Monday 22 February 2010

Sepia Saturday Week 13

Once again, thank you to all those who took part in Sepia Saturday 12. Sharing our family histories is becoming quite compulsive and we know from  all the comments and e-mails we have received that everyone seems to be enjoying all the weekly posts. Sepia Saturday 13 will be on Saturday 27th February so please sign up if you are taking part. Our sepia picture to accompany this call is taken from the Sepia Saturday post of British writer and blogger Martin Hodges and his Sepia Saturday post last week "Twins".


Tuesday 16 February 2010

Sepia Saturday Week 12

Welcome to Week 12 of Sepia Saturday. Thank you to everyone who made last week such a success : we had a record number of participants and one of the best collections of images and memories we have had since we started. Sepia Saturday 12 will be Saturday 20th February and once again we are asking you to sign up if you would like to participate. Could we also remind you to include a link back to the Sepia Saturday Blog so that your readers can easily check out other Sepia Saturday entries. As an illustration for the weekly call for posts we are going to feature one of the images from the previous week. We will try and work our way around all the participating blogs over time. This weeks' illustration is from Mouse's fabulous Sepia Saturday post "My Wild Irish Rose".

SEPIA SATURDAY 12 : 20th February 2010



Wednesday 10 February 2010

Sepia Saturday Week 11


Welcome to this call for posts for Sepia Saturday Week 11 (Saturday 13th February 2010) - the first Sepia Saturday to be hosted on our new dedicated Blog. Most of you will be familiar with using these dinky-linky things, but if not, they are quite easy to use : if you are joining in the fun this week, simply enter your name and the URL of your blog in the box below and press enter. Please try to include a link back to the Sepia Saturday Blog in your post so that your readers can then discover the other posts, and please try to visit the blogs of as many of the other participants as you can. If you have not joined in before the rules for Sepia Saturday are fairly straight forward - the idea is to share our old photographs (they don't have to be sepia). They can be used as a springboard to whatever you want - family history, local history, poetry, prose or whatever - or they can simply be shared with the briefest of descriptions. In order to allow maximum flexibility, there is no weekly theme on Sepia Saturday : the overall aim always remains the same - to share our collective history. A slightly more verbose statement of aims can be found in The Sepia Saturday Manifesto.

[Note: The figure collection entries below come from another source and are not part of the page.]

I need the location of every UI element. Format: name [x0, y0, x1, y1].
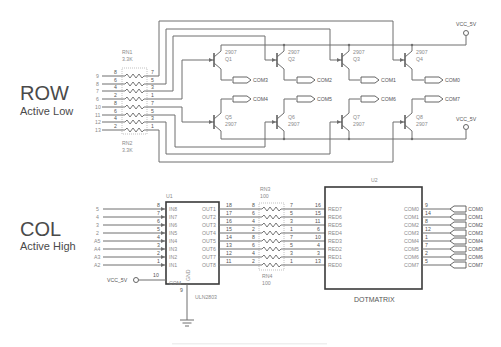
- svg-text:7: 7: [290, 234, 293, 240]
- svg-text:Q3: Q3: [353, 56, 360, 62]
- svg-text:OUT4: OUT4: [202, 230, 216, 236]
- transistor-q2: 2907 Q2: [268, 44, 300, 80]
- svg-text:COM0: COM0: [445, 77, 460, 83]
- svg-text:RED1: RED1: [328, 254, 342, 260]
- row-input-labels: 9 8 7 6 10 11 12 13: [95, 73, 101, 133]
- rn4-name: RN4: [262, 273, 272, 279]
- svg-text:IN6: IN6: [169, 222, 177, 228]
- svg-text:1: 1: [151, 92, 154, 98]
- svg-text:10: 10: [95, 104, 101, 110]
- svg-text:COM1: COM1: [404, 214, 419, 220]
- svg-text:IN5: IN5: [169, 230, 177, 236]
- u1-com-pin: 10: [153, 272, 159, 278]
- svg-text:OUT5: OUT5: [202, 238, 216, 244]
- svg-text:RED0: RED0: [328, 262, 342, 268]
- svg-text:COM2: COM2: [468, 222, 483, 228]
- svg-text:Q8: Q8: [416, 114, 423, 120]
- svg-text:2: 2: [114, 92, 117, 98]
- svg-text:8: 8: [157, 202, 160, 208]
- svg-text:3: 3: [96, 222, 99, 228]
- svg-text:COM5: COM5: [317, 96, 332, 102]
- svg-text:4: 4: [252, 218, 255, 224]
- col-title: COL: [20, 218, 61, 240]
- transistor-q4: 2907 Q4: [396, 44, 428, 80]
- svg-text:IN1: IN1: [169, 262, 177, 268]
- svg-text:7: 7: [425, 242, 428, 248]
- u1-gnd-label: GND: [185, 269, 191, 281]
- rn3-rn4-package: [259, 203, 284, 270]
- svg-text:3: 3: [317, 250, 320, 256]
- svg-text:2907: 2907: [416, 121, 428, 127]
- svg-text:2: 2: [96, 230, 99, 236]
- svg-text:1: 1: [290, 258, 293, 264]
- svg-text:COM1: COM1: [381, 77, 396, 83]
- svg-text:12: 12: [425, 226, 431, 232]
- svg-text:3: 3: [157, 242, 160, 248]
- rn1-name: RN1: [122, 49, 132, 55]
- svg-text:7: 7: [151, 100, 154, 106]
- svg-text:COM2: COM2: [404, 222, 419, 228]
- svg-text:6: 6: [114, 108, 117, 114]
- svg-text:COM6: COM6: [404, 254, 419, 260]
- svg-text:6: 6: [252, 210, 255, 216]
- svg-text:4: 4: [114, 84, 117, 90]
- svg-text:6: 6: [317, 226, 320, 232]
- u2-part: DOTMATRIX: [354, 296, 395, 303]
- svg-text:13: 13: [226, 242, 232, 248]
- svg-text:7: 7: [290, 202, 293, 208]
- svg-text:9: 9: [96, 73, 99, 79]
- row-routing-wires: [147, 21, 466, 162]
- svg-text:COM4: COM4: [468, 238, 483, 244]
- rn2-value: 3.3K: [122, 147, 133, 153]
- svg-text:RED3: RED3: [328, 238, 342, 244]
- svg-text:OUT6: OUT6: [202, 246, 216, 252]
- vcc-top: VCC_5V: [456, 21, 477, 36]
- svg-text:RED2: RED2: [328, 246, 342, 252]
- svg-text:1: 1: [290, 226, 293, 232]
- svg-text:3: 3: [290, 218, 293, 224]
- svg-text:Q4: Q4: [416, 56, 423, 62]
- svg-text:IN7: IN7: [169, 214, 177, 220]
- svg-text:A2: A2: [94, 262, 100, 268]
- svg-text:COM7: COM7: [404, 262, 419, 268]
- u2-ref: U2: [371, 177, 378, 183]
- svg-text:8: 8: [252, 202, 255, 208]
- svg-text:11: 11: [95, 112, 100, 118]
- svg-text:7: 7: [157, 210, 160, 216]
- transistor-q8: Q8 2907: [396, 99, 428, 140]
- svg-text:5: 5: [425, 258, 428, 264]
- u1-part: ULN2803: [195, 294, 217, 300]
- rn1-rn2-resistor-zigzags: [122, 74, 147, 132]
- svg-text:2907: 2907: [288, 49, 300, 55]
- svg-text:COM3: COM3: [404, 230, 419, 236]
- svg-text:Q1: Q1: [225, 56, 232, 62]
- svg-text:2: 2: [114, 123, 117, 129]
- svg-text:8: 8: [96, 81, 99, 87]
- svg-text:COM2: COM2: [317, 77, 332, 83]
- svg-text:11: 11: [226, 258, 231, 264]
- rn2-name: RN2: [122, 140, 132, 146]
- svg-text:12: 12: [95, 119, 101, 125]
- svg-text:COM6: COM6: [468, 254, 483, 260]
- svg-text:2907: 2907: [416, 49, 428, 55]
- svg-text:17: 17: [226, 210, 232, 216]
- svg-text:8: 8: [425, 218, 428, 224]
- svg-text:5: 5: [290, 210, 293, 216]
- svg-text:COM5: COM5: [468, 246, 483, 252]
- col-input-wires: [103, 209, 165, 265]
- svg-text:IN3: IN3: [169, 246, 177, 252]
- svg-text:10: 10: [315, 234, 321, 240]
- svg-text:5: 5: [290, 242, 293, 248]
- svg-text:16: 16: [226, 218, 232, 224]
- transistor-q7: Q7 2907: [333, 99, 365, 140]
- svg-text:2: 2: [252, 258, 255, 264]
- svg-text:11: 11: [315, 218, 320, 224]
- svg-text:6: 6: [252, 242, 255, 248]
- svg-text:5: 5: [96, 206, 99, 212]
- svg-text:COM7: COM7: [468, 262, 483, 268]
- svg-text:3: 3: [151, 84, 154, 90]
- u1-ref: U1: [166, 193, 173, 199]
- svg-text:6: 6: [157, 218, 160, 224]
- svg-text:2: 2: [252, 226, 255, 232]
- svg-text:5: 5: [151, 77, 154, 83]
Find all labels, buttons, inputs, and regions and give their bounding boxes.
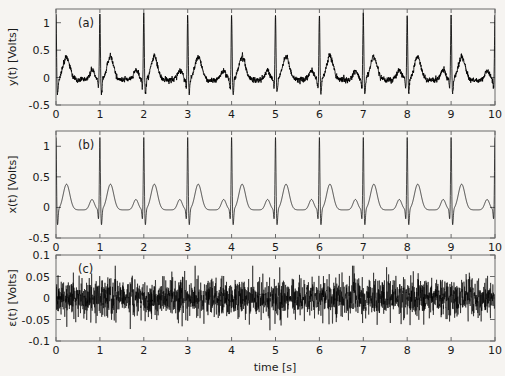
y-tick-label: 0.1 xyxy=(33,249,51,262)
y-tick-label: -0.5 xyxy=(29,99,50,112)
x-tick-label: 9 xyxy=(448,241,455,254)
x-tick-label: 10 xyxy=(488,108,502,121)
x-tick-label: 0 xyxy=(53,241,60,254)
y-tick-label: -0.1 xyxy=(29,335,50,348)
y-tick-label: 0.5 xyxy=(33,44,51,57)
y-tick-label: 0 xyxy=(43,201,50,214)
y-tick-label: 1 xyxy=(43,140,50,153)
x-tick-label: 7 xyxy=(360,344,367,357)
x-tick-label: 5 xyxy=(272,344,279,357)
ecg-figure: 01234567891010.50-0.5y(t) [Volts](a)0123… xyxy=(0,0,505,376)
x-tick-label: 5 xyxy=(272,241,279,254)
y-tick-label: 0.5 xyxy=(33,171,51,184)
y-axis-label: ε(t) [Volts] xyxy=(6,269,19,326)
x-tick-label: 3 xyxy=(184,241,191,254)
panel-tag: (b) xyxy=(78,138,94,152)
panel-tag: (c) xyxy=(78,262,93,276)
x-tick-label: 1 xyxy=(96,344,103,357)
y-tick-label: -0.5 xyxy=(29,232,50,245)
x-tick-label: 4 xyxy=(228,241,235,254)
x-tick-label: 6 xyxy=(316,241,323,254)
y-tick-label: 0 xyxy=(43,292,50,305)
x-tick-label: 0 xyxy=(53,108,60,121)
x-tick-label: 10 xyxy=(488,344,502,357)
y-axis-label: y(t) [Volts] xyxy=(6,28,19,86)
x-tick-label: 3 xyxy=(184,344,191,357)
x-tick-label: 2 xyxy=(140,344,147,357)
x-tick-label: 2 xyxy=(140,108,147,121)
x-tick-label: 8 xyxy=(404,344,411,357)
x-tick-label: 6 xyxy=(316,344,323,357)
y-tick-label: 0 xyxy=(43,72,50,85)
x-tick-label: 10 xyxy=(488,241,502,254)
x-tick-label: 2 xyxy=(140,241,147,254)
x-tick-label: 1 xyxy=(96,108,103,121)
panel-tag: (a) xyxy=(78,16,94,30)
x-tick-label: 8 xyxy=(404,108,411,121)
y-tick-label: 1 xyxy=(43,17,50,30)
x-tick-label: 4 xyxy=(228,344,235,357)
y-axis-label: x(t) [Volts] xyxy=(6,156,19,214)
x-tick-label: 8 xyxy=(404,241,411,254)
y-tick-label: -0.05 xyxy=(22,314,50,327)
x-tick-label: 9 xyxy=(448,344,455,357)
y-tick-label: 0.05 xyxy=(26,271,51,284)
x-tick-label: 5 xyxy=(272,108,279,121)
x-tick-label: 6 xyxy=(316,108,323,121)
x-tick-label: 0 xyxy=(53,344,60,357)
x-tick-label: 9 xyxy=(448,108,455,121)
x-tick-label: 4 xyxy=(228,108,235,121)
x-tick-label: 7 xyxy=(360,241,367,254)
x-tick-label: 7 xyxy=(360,108,367,121)
x-tick-label: 3 xyxy=(184,108,191,121)
x-axis-label: time [s] xyxy=(254,361,297,374)
x-tick-label: 1 xyxy=(96,241,103,254)
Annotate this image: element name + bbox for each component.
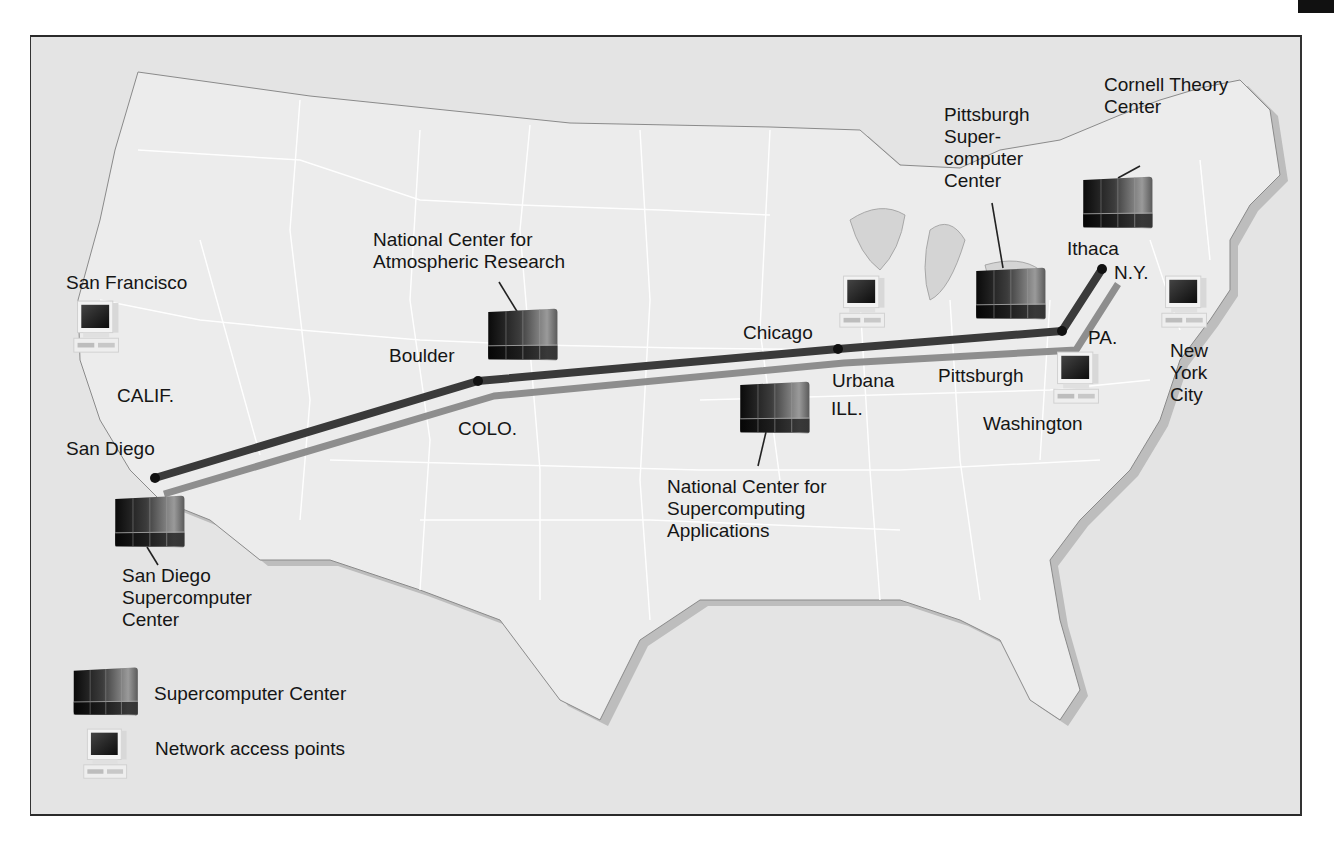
label-ny: N.Y. xyxy=(1114,262,1149,284)
label-urbana: Urbana xyxy=(832,370,894,392)
label-chicago: Chicago xyxy=(743,322,813,344)
legend-supercomputer-label: Supercomputer Center xyxy=(154,683,346,705)
workstation-icon xyxy=(74,301,119,352)
label-washington: Washington xyxy=(983,413,1083,435)
workstation-icon xyxy=(1054,352,1099,403)
node-boulder xyxy=(473,376,483,386)
label-boulder: Boulder xyxy=(389,345,455,367)
node-pittsburgh xyxy=(1057,326,1067,336)
workstation-icon xyxy=(1162,276,1207,327)
node-chicago xyxy=(833,344,843,354)
node-san-diego xyxy=(150,473,160,483)
supercomputer-icon xyxy=(740,382,809,434)
label-ncsa: National Center for Supercomputing Appli… xyxy=(667,476,826,542)
legend-access-point-label: Network access points xyxy=(155,738,345,760)
label-pittsburgh: Pittsburgh xyxy=(938,365,1024,387)
label-ithaca: Ithaca xyxy=(1067,238,1119,260)
supercomputer-icon xyxy=(976,268,1045,320)
label-pa: PA. xyxy=(1088,327,1117,349)
label-sdsc: San Diego Supercomputer Center xyxy=(122,565,252,631)
label-nyc: New York City xyxy=(1170,340,1208,406)
workstation-icon xyxy=(840,276,885,327)
label-colo: COLO. xyxy=(458,418,517,440)
label-psc: Pittsburgh Super- computer Center xyxy=(944,104,1030,192)
label-calif: CALIF. xyxy=(117,385,174,407)
us-map xyxy=(0,0,1334,841)
label-cornell: Cornell Theory Center xyxy=(1104,74,1228,118)
supercomputer-icon xyxy=(488,309,557,361)
supercomputer-icon xyxy=(74,668,138,716)
node-ithaca xyxy=(1097,264,1107,274)
workstation-icon xyxy=(84,729,127,778)
label-ill: ILL. xyxy=(831,398,863,420)
supercomputer-icon xyxy=(1083,177,1152,229)
label-san-francisco: San Francisco xyxy=(66,272,187,294)
label-san-diego: San Diego xyxy=(66,438,155,460)
supercomputer-icon xyxy=(115,496,184,548)
label-ncar: National Center for Atmospheric Research xyxy=(373,229,565,273)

Let's hope that Sepia Saturday goes from strength to strength in its new home. It would be really useful if regular players could give the launch of this new blog publicity on their existing blogs so that we get as many participants as possible.

Tuesday 9 February 2010

A Manifesto For Sepia Saturday


A MANIFESTO FOR SEPIA SATURDAY.

1. We belong to a favoured generation: the first generation of the digital age. Whilst our ancestors have valiantly attempted to preserve their own unique history in scraps of written narrative and faded and creased photographs, we have the unique ability to fix these memories for ever as our legacy to future generations.

2.  Scanning, blogging and digital storage provide us with the means of preserving the past, but we also have a duty to preserve the stories and images of those that contributed to our society as we know it. Whilst we can leave to academic historians the task of documenting the lives of the rich and famous, we believe that the most remote second-cousin and the most distant of maiden aunts has made a unique contribution to the lives that we lead. Each one of us has a duty to help preserve the stories of these builders of the modern world.

3. Whilst images alone are fascinating documents, images with words - be they simple half-remembered names and dates or gripping narrative histories - are even better. The synthesis of image and words provides the most effective insight into the past.

4. "Sepia" is an alliterative convenience rather than a descriptive criterion. Let our images be in sepia, in black and white or in full colour : what matters is the message and not the medium.

5.  We recognise that we have not only a duty to share our past but also to ensure that it is effectively preserved. Whilst images printed on photographic paper and words written in old notebooks fade with time, they have proved, in most cases, remarkably resilient over time. Perhaps one of the greatest dangers facing the millions of digital images and the endless pages of computerised words we produce today is that they can so easily be lost by the pressing of a wrong button or by the hacking of a troubled soul. We recognise and we accept our responsibility to back-up and securely save.